I thought last week's Festivals Office miscommunication was bad enough: a letter telling

a hopeful young woman she had made it into the Queen of Carnival contest – followed

by an embarrassing “Oops! Our bad! That letter was sent by mistake!”

But that was only the rehearsal, apparently; because, on Tuesday, May 26, what might

have been forgiven as a simple mistake was allowed to degenerate into legislative

power play and political victim-blaming.


Let’s be clear and let’s be fair: Opposition Leader Jamale Pringle did not go to the joint

sitting of Parliament that morning to create drama. He had been summoned to attend –

as an “Honourable Member” of Parliament – “by the President/Speaker” in a letter dated

May 14.

Both presiding officers were aware that MP-Elect Pringle had not taken the Oath of

Allegiance on May 18. In fact, all of Antigua and Barbuda knew it ahead of time,

because he and MP-Elect Trevor Walker had “advise[d] and apologize[d]” for their

absence in a press statement the day before.
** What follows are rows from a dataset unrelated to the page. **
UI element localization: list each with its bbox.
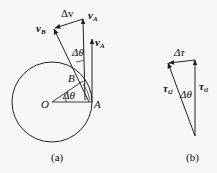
vector-delta-tau [169, 60, 195, 63]
label-delta-theta-center: Δθ [62, 89, 75, 101]
figure-a: vB Δv vA vA Δθ B Δθ O A (a) [12, 7, 105, 164]
label-vA-small: vA [95, 36, 105, 50]
label-tau-t2: τt2 [163, 82, 173, 95]
label-delta-v: Δv [61, 7, 74, 19]
caption-b: (b) [186, 151, 199, 164]
vector-delta-v [55, 19, 83, 28]
velocity-diagram: vB Δv vA vA Δθ B Δθ O A (a) Δτ τt2 Δθ τt… [0, 0, 217, 173]
caption-a: (a) [51, 151, 64, 164]
angle-arc-top [76, 60, 84, 62]
label-vB: vB [36, 22, 46, 36]
label-vA-top: vA [88, 9, 98, 23]
label-tau-t1: τt1 [199, 80, 209, 93]
label-point-O: O [41, 98, 49, 110]
label-point-B: B [68, 72, 75, 84]
vector-vA-large [83, 19, 85, 100]
label-delta-theta-top: Δθ [71, 46, 84, 58]
label-delta-tau: Δτ [173, 46, 185, 58]
label-delta-theta-b: Δθ [179, 88, 192, 100]
figure-b: Δτ τt2 Δθ τt1 (b) [163, 46, 209, 164]
label-point-A: A [93, 98, 101, 110]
Further, the two had been ridiculed for it – in the case of Pringle shamelessly so by the

attorney-general, with the tacit approval of all the sitting MPs and the Speaker, although

a legitimate reason for his absence had been given.


And yet, at no time after May 18 was his summons to attend the Throne Speech

withdrawn by the Speaker who, according to the official letter, had issued it.

So, Pringle showed up, as ordered. And after taking his assigned seat in the Chamber

by 8:30 a.m., he was summoned again – this time to the Senate President’s office – to

be told he would not be allowed to remain since he had not yet sworn allegiance.

So what did he do? He told the President, “Ok, but you must make that announcement

in public – to the House.”


I would bet $15 million – but since I have never been employed at Public Works, I don’t

have even a million – that if Pringle had simply left the President’s office and gone

home, the Government MPs, themselves, would have misrepresented his absence in

even worse fashion than on May 18.


So he was quite right to put the matter of the dis-invitation in the public domain.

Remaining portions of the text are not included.